Consumer expectations for personalized, onlin`e shopping experiences have grown significantly in the past few years. The COVID-19 pandemic has only accelerated these expectations with consumers stuck at home and increasingly accustomed to shopping online with easy access to compare products and services. While this trend has been most noticeable for traditional ecommerce and retail products, it has also been true for more significant financial decisions like choosing the right auto, home or life insurance policy coverage. For example, at the onset of the pandemic — in March of 2020 — online comparison shopping for auto insurance skyrocketed by 26% in one month.
For insurance carriers, this means it is more critical than ever to take advantage of shared leads which are generated by comparison shopping websites and lead aggregators. For the majority of carriers, relying solely on direct brand marketing and a first party website presence is no longer a winning strategy. There are simply too many missed opportunities with consumers who want a comparative shopping experience online. The leading carriers have focused their performance marketing efforts in the shared lead channel where they can extend their brand presence and extend the reach of their advertising spend to meet consumers on their buying journey across comparison shopping websites.
Buying leads from comparison shopping websites — also known as lead sellers, aggregators, or lead generators — brings distinct competitive advantages to a carrier, however, it also presents a number of unique challenges to navigate.
Fraud, Non-Compliance, and Lead Quality
Defining "good" or "bad" quality purchased leads in the shared lead channel is distinctly challenging. Unlike a lead that is directly sourced from your own website, the origin, history and consumer experience behind a purchased lead is often opaque. Fraud and non-human web traffic can create bad leads that will never convert into a customer, wasting time and resources for the lead buyer. Similarly, a lead partner's failure to set appropriate expectations with the consumer about how they will be contacted, or a failure to secure written consent from the consumer to receive phone calls and text messages, can create multi-million dollar legal and brand reputational risks for carriers that inadvertently violate the Telephone Consumer Protection Act (TCPA) regulation.
The carriers that effectively navigate these challenges have not only focused on creating trusted relationships with their lead seller partners, but they have placed a maniacal focus on using data intelligence to drive real-time marketing spend and marketing compliance decisions.
Data Is the New Oil
It is no secret that data is the future (and present) of marketing — and it plays an outsized role in solving the issue of lead quality and marketing compliance.
Using data to remove fraud and front-end marketing compliance risks has become easier than ever before in the shared lead channel. Lead certification and TCPA compliance data providers used in conjunction with fraud and non-human bot traffic detection providers like Anura or OxfordBiochronometrics not only mitigate the risk of wasted marketing spend, but can also dramatically reduce the risk of TCPA lawsuits and compliance violations.
As a lead buyer, once you have managed to remove fraud and non-compliant leads from your consideration set, the next step is to turn towards data decisioning for lead quality and performance to optimize your marketing spend and ROI.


— Task —
Apart from the pictures, every entry below should be repeated exactly.

*** Opening Entries shown ***

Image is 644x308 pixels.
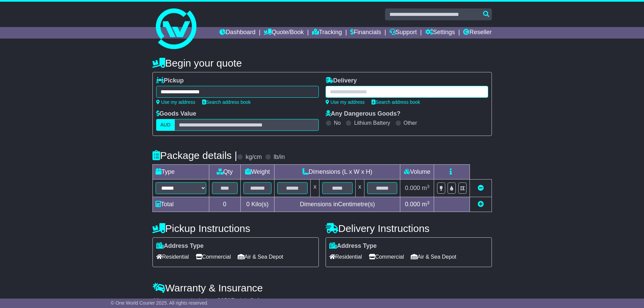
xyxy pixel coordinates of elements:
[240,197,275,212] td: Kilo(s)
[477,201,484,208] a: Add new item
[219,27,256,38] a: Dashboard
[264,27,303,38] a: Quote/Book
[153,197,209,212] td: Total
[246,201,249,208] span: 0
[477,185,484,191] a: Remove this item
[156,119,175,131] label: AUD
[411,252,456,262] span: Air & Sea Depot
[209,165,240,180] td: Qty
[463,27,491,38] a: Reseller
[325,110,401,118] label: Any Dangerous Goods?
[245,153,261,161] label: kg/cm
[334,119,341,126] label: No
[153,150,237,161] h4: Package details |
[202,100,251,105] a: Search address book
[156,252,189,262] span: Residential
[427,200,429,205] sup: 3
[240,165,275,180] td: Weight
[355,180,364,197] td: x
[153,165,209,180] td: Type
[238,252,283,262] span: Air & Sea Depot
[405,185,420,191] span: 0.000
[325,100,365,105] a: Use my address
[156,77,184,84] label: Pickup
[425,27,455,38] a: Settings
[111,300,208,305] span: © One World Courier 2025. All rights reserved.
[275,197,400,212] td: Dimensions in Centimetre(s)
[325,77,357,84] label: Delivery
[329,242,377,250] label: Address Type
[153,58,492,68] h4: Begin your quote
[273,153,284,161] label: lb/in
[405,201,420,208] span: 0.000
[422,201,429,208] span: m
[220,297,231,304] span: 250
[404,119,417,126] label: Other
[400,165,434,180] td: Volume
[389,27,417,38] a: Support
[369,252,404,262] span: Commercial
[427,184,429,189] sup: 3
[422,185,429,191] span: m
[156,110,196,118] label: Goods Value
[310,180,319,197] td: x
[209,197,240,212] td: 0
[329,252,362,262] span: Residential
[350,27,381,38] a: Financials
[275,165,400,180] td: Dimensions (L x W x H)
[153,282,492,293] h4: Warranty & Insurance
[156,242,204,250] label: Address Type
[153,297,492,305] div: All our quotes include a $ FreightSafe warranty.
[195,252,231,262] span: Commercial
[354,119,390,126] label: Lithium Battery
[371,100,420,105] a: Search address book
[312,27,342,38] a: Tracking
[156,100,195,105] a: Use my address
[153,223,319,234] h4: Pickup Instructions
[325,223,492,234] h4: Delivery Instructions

*** Closing Entries shown ***

— Task answer —
Image is 644x308 pixels.
xyxy pixel coordinates of elements:
[240,197,275,212] td: Kilo(s)
[477,201,484,208] a: Add new item
[219,27,256,38] a: Dashboard
[264,27,303,38] a: Quote/Book
[153,197,209,212] td: Total
[246,201,249,208] span: 0
[477,185,484,191] a: Remove this item
[156,119,175,131] label: AUD
[411,252,456,262] span: Air & Sea Depot
[209,165,240,180] td: Qty
[463,27,491,38] a: Reseller
[325,110,401,118] label: Any Dangerous Goods?
[245,153,261,161] label: kg/cm
[334,119,341,126] label: No
[153,150,237,161] h4: Package details |
[202,100,251,105] a: Search address book
[156,252,189,262] span: Residential
[427,200,429,205] sup: 3
[240,165,275,180] td: Weight
[355,180,364,197] td: x
[153,165,209,180] td: Type
[238,252,283,262] span: Air & Sea Depot
[405,185,420,191] span: 0.000
[325,100,365,105] a: Use my address
[156,77,184,84] label: Pickup
[425,27,455,38] a: Settings
[111,300,208,305] span: © One World Courier 2025. All rights reserved.
[275,197,400,212] td: Dimensions in Centimetre(s)
[325,77,357,84] label: Delivery
[329,242,377,250] label: Address Type
[153,58,492,68] h4: Begin your quote
[273,153,284,161] label: lb/in
[405,201,420,208] span: 0.000
[422,201,429,208] span: m
[220,297,231,304] span: 250
[404,119,417,126] label: Other
[400,165,434,180] td: Volume
[389,27,417,38] a: Support
[369,252,404,262] span: Commercial
[427,184,429,189] sup: 3
[422,185,429,191] span: m
[156,110,196,118] label: Goods Value
[310,180,319,197] td: x
[209,197,240,212] td: 0
[329,252,362,262] span: Residential
[350,27,381,38] a: Financials
[275,165,400,180] td: Dimensions (L x W x H)
[153,282,492,293] h4: Warranty & Insurance
[156,242,204,250] label: Address Type
[153,297,492,305] div: All our quotes include a $ FreightSafe warranty.
[195,252,231,262] span: Commercial
[354,119,390,126] label: Lithium Battery
[371,100,420,105] a: Search address book
[312,27,342,38] a: Tracking
[156,100,195,105] a: Use my address
[153,223,319,234] h4: Pickup Instructions
[325,223,492,234] h4: Delivery Instructions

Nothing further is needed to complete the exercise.